Page 33 - A BIRTHDAY : — and now a day that rose With much of hope, with meaning rife — A thoughtful day from dawn to close : The middle day of human life.
Page 31 - I will trust in Him, THAT HE CAN HOLD His OWN ; and I will take His will, above the work He sendeth me, To be my chief est good." Then went he forth, " I shall die early," thinking : " I am warned, By this fair vision, that I have not long To live.
Page 55 - WHEN I reflect how little I have done, And add to that how little I have seen, Then furthermore how little I have won Of joy, or good, how little known, or been : I long for other life more full, more keen, And yearn to change with such as well have run — Yet reason mocks me — nay, the soul, I ween, Granted her choice would dare to change with none...

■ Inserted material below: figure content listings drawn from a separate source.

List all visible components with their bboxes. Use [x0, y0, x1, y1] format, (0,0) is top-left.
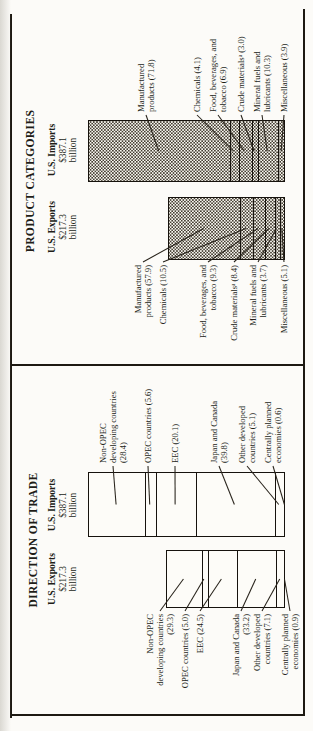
segment-label-chemicals: Chemicals (4.1) — [192, 57, 202, 112]
stacked-bars-area: Non-OPECdeveloping countries(29.3)OPEC c… — [0, 0, 313, 731]
segment-label-line: (33.2) — [241, 614, 251, 676]
bar-segment-japan-and-canada — [237, 551, 277, 607]
segment-label-line: Chemicals (4.1) — [192, 57, 202, 112]
segment-label-line: Food, beverages, and — [208, 39, 218, 112]
segment-label-non-opec-developing-countries: Non-OPECdeveloping countries(29.3) — [145, 614, 175, 686]
bar-segment-food-beverages-and-tobacco — [253, 198, 264, 259]
segment-label-line: countries (7.1) — [262, 614, 272, 671]
bar-segment-non-opec-developing-countries — [167, 551, 202, 607]
segment-label-line: Other developed — [252, 614, 262, 671]
bar-segment-food-beverages-and-tobacco — [239, 121, 253, 181]
segment-label-crude-materials: Crude materialsᵃ (3.0) — [236, 36, 246, 112]
bar-segment-miscellaneous — [278, 121, 285, 181]
segment-label-line: Crude materialsᵃ (8.4) — [229, 265, 239, 341]
bar-segment-manufactured-products — [169, 198, 240, 259]
segment-label-mineral-fuels-and-lubricants: Mineral fuels andlubricants (3.7) — [248, 265, 268, 326]
segment-label-line: economies (0.9) — [290, 614, 300, 675]
segment-label-line: Japan and Canada — [209, 401, 219, 463]
segment-label-mineral-fuels-and-lubricants: Mineral fuels andlubricants (10.3) — [252, 51, 272, 112]
segment-label-line: Food, beverages, and — [198, 265, 208, 338]
segment-label-centrally-planned-economies: Centrally plannedeconomies (0.9) — [280, 614, 300, 675]
bar-segment-other-developed-countries — [275, 473, 285, 536]
bar-segment-other-developed-countries — [276, 551, 284, 607]
bar-segment-opec-countries — [145, 473, 156, 536]
segment-label-line: developing countries — [108, 391, 118, 463]
segment-label-line: (29.3) — [165, 614, 175, 686]
segment-label-line: developing countries — [155, 614, 165, 686]
segment-label-line: Crude materialsᵃ (3.0) — [236, 36, 246, 112]
segment-label-manufactured-products: Manufacturedproducts (71.8) — [136, 59, 156, 112]
segment-label-line: Non-OPEC — [145, 614, 155, 686]
segment-label-manufactured-products: Manufacturedproducts (57.9) — [133, 265, 153, 318]
segment-label-line: tobacco (9.3) — [208, 265, 218, 338]
segment-label-food-beverages-and-tobacco: Food, beverages, andtobacco (6.9) — [208, 39, 228, 112]
stacked-bar-u-s-exports-product-categories — [168, 197, 285, 260]
bar-segment-crude-materials — [265, 198, 275, 259]
segment-label-other-developed-countries: Other developedcountries (5.1) — [237, 406, 257, 463]
segment-label-line: Manufactured — [133, 265, 143, 318]
stacked-bar-u-s-imports-product-categories — [88, 120, 285, 182]
segment-label-line: Centrally planned — [280, 614, 290, 675]
stacked-bar-u-s-exports-direction-of-trade — [166, 550, 285, 608]
segment-label-line: lubricants (3.7) — [258, 265, 268, 326]
segment-label-line: OPEC countries (5.0) — [180, 614, 190, 688]
segment-label-line: products (57.9) — [143, 265, 153, 318]
segment-label-chemicals: Chemicals (10.5) — [158, 265, 168, 324]
bar-segment-eec — [208, 551, 237, 607]
segment-label-eec: EEC (24.5) — [195, 614, 205, 653]
segment-label-line: Manufactured — [136, 59, 146, 112]
scanned-figure-page: DIRECTION OF TRADE PRODUCT CATEGORIES U.… — [0, 0, 313, 731]
segment-label-line: Mineral fuels and — [248, 265, 258, 326]
segment-label-line: (39.8) — [219, 401, 229, 463]
segment-label-line: Mineral fuels and — [252, 51, 262, 112]
segment-label-eec: EEC (20.1) — [170, 424, 180, 463]
segment-label-line: EEC (24.5) — [195, 614, 205, 653]
segment-label-japan-and-canada: Japan and Canada(33.2) — [231, 614, 251, 676]
bar-segment-eec — [156, 473, 196, 536]
segment-label-crude-materials: Crude materialsᵃ (8.4) — [229, 265, 239, 341]
segment-label-line: Centrally planned — [263, 402, 273, 463]
segment-label-food-beverages-and-tobacco: Food, beverages, andtobacco (9.3) — [198, 265, 218, 338]
segment-label-line: Miscellaneous (3.9) — [279, 44, 289, 112]
segment-label-opec-countries: OPEC countries (5.6) — [143, 389, 153, 463]
segment-label-japan-and-canada: Japan and Canada(39.8) — [209, 401, 229, 463]
segment-label-miscellaneous: Miscellaneous (3.9) — [279, 44, 289, 112]
segment-label-line: tobacco (6.9) — [218, 39, 228, 112]
segment-label-line: OPEC countries (5.6) — [143, 389, 153, 463]
segment-label-line: products (71.8) — [146, 59, 156, 112]
segment-label-miscellaneous: Miscellaneous (5.1) — [279, 265, 289, 333]
segment-label-line: economies (0.6) — [273, 402, 283, 463]
bar-segment-miscellaneous — [280, 198, 285, 259]
segment-label-line: EEC (20.1) — [170, 424, 180, 463]
figure-rotated-landscape: DIRECTION OF TRADE PRODUCT CATEGORIES U.… — [0, 0, 313, 731]
segment-label-line: (28.4) — [118, 391, 128, 463]
segment-label-centrally-planned-economies: Centrally plannedeconomies (0.6) — [263, 402, 283, 463]
segment-label-non-opec-developing-countries: Non-OPECdeveloping countries(28.4) — [98, 391, 128, 463]
segment-label-line: Non-OPEC — [98, 391, 108, 463]
bar-segment-mineral-fuels-and-lubricants — [258, 121, 278, 181]
segment-label-line: countries (5.1) — [247, 406, 257, 463]
segment-label-opec-countries: OPEC countries (5.0) — [180, 614, 190, 688]
stacked-bar-u-s-imports-direction-of-trade — [88, 472, 285, 537]
segment-label-other-developed-countries: Other developedcountries (7.1) — [252, 614, 272, 671]
bar-segment-chemicals — [240, 198, 253, 259]
segment-label-line: Miscellaneous (5.1) — [279, 265, 289, 333]
bar-segment-japan-and-canada — [196, 473, 275, 536]
segment-label-line: Other developed — [237, 406, 247, 463]
segment-label-line: Chemicals (10.5) — [158, 265, 168, 324]
segment-label-line: Japan and Canada — [231, 614, 241, 676]
bar-segment-manufactured-products — [89, 121, 230, 181]
bar-segment-chemicals — [230, 121, 238, 181]
segment-label-line: lubricants (10.3) — [262, 51, 272, 112]
bar-segment-non-opec-developing-countries — [89, 473, 145, 536]
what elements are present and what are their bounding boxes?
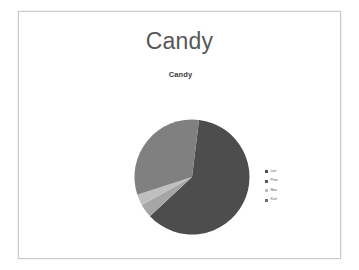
legend-swatch-icon xyxy=(265,199,268,202)
legend-item[interactable]: Lori xyxy=(265,167,317,177)
legend-swatch-icon xyxy=(265,170,268,173)
legend-swatch-icon xyxy=(265,189,268,192)
legend-item-label: Pete xyxy=(270,179,277,183)
legend-item-label: Max xyxy=(270,189,277,193)
legend-item[interactable]: Kurt xyxy=(265,196,317,206)
slide-title: Candy xyxy=(19,30,340,53)
chart-title: Candy xyxy=(31,70,330,79)
slide-frame: Candy Candy LoriPeteMaxKurt xyxy=(18,11,341,259)
pie-svg xyxy=(134,119,250,235)
legend-item[interactable]: Max xyxy=(265,186,317,196)
pie-chart[interactable]: Candy LoriPeteMaxKurt xyxy=(31,64,330,254)
pie-slice-group xyxy=(134,120,249,235)
legend-swatch-icon xyxy=(265,180,268,183)
chart-legend[interactable]: LoriPeteMaxKurt xyxy=(265,167,317,205)
legend-item-label: Kurt xyxy=(270,198,277,202)
pie-graphic[interactable] xyxy=(134,119,250,235)
legend-item-label: Lori xyxy=(270,170,276,174)
legend-item[interactable]: Pete xyxy=(265,177,317,187)
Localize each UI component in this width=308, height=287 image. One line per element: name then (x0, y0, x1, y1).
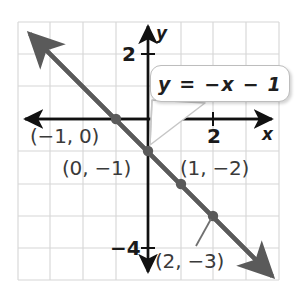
point-1-neg2 (176, 179, 186, 189)
point-label-0-neg1: (0, −1) (62, 158, 131, 178)
point-2-neg3 (208, 211, 218, 221)
point-0-neg1 (143, 146, 153, 156)
x-tick-label-2: 2 (207, 126, 221, 146)
equation-callout: y = −x − 1 (150, 65, 290, 102)
y-axis-label: y (156, 25, 167, 42)
coordinate-graph-figure: y = −x − 1 2 −4 2 y x (−1, 0) (0, −1) (1… (0, 0, 308, 287)
equation-text: y = −x − 1 (158, 73, 282, 95)
y-tick-label-neg4: −4 (110, 238, 141, 258)
leader-line-point-2-neg3 (196, 219, 211, 246)
point-label-2-neg3: (2, −3) (155, 251, 224, 271)
point-label-1-neg2: (1, −2) (180, 158, 249, 178)
x-axis-label: x (262, 126, 273, 143)
callout-tail (150, 100, 205, 145)
point-label-neg1-0: (−1, 0) (30, 126, 99, 146)
y-tick-label-2: 2 (122, 44, 136, 64)
point-neg1-0 (111, 114, 121, 124)
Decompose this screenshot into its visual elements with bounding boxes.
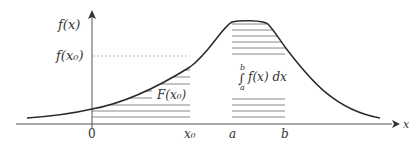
x-tick-0: 0	[88, 127, 96, 141]
y-tick-label-f-x0: f(x₀)	[55, 48, 84, 63]
y-axis-label: f(x)	[57, 17, 80, 32]
density-diagram: f(x) f(x₀) x 0 x₀ a b F(x₀) b ∫ a f(x) d…	[0, 0, 417, 141]
integral-body: f(x) dx	[247, 70, 287, 84]
cdf-label: F(x₀)	[156, 88, 187, 102]
x-axis-arrow-icon	[392, 120, 400, 128]
integral-lower-limit: a	[240, 83, 245, 92]
x-tick-b: b	[281, 127, 289, 141]
x-tick-x0: x₀	[184, 127, 196, 141]
x-axis-label: x	[403, 118, 410, 131]
density-curve	[27, 21, 380, 118]
x-tick-a: a	[229, 127, 236, 141]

Page 1 - Are of the race, themselves among the crowd Under the sentence and outside the gate. And of the family and in the doom. Cold is the world; they feel how cold it is, And wish that they could warm it. Hard is life For some. They would that they could soften it; And, in the doing of their work, they sigh As if it was their choice and not their lot; And, in the raising of their prayer to God. They crave His kindness for the world He made, Till they, at last, forget that He, not they, Is the true lover...
Page 31 - I am glad to think I am not bound to make the world go right, But only to discover and to do, With cheerful heart, the work that God appoints.
Page 96 - O SLEEP, we are beholden to thee, sleep, Thou bearest angels to us in the night, Saints out of heaven with palms. Seen by thy light Sorrow is some old tale that goeth not deep ; Love is a pouting child.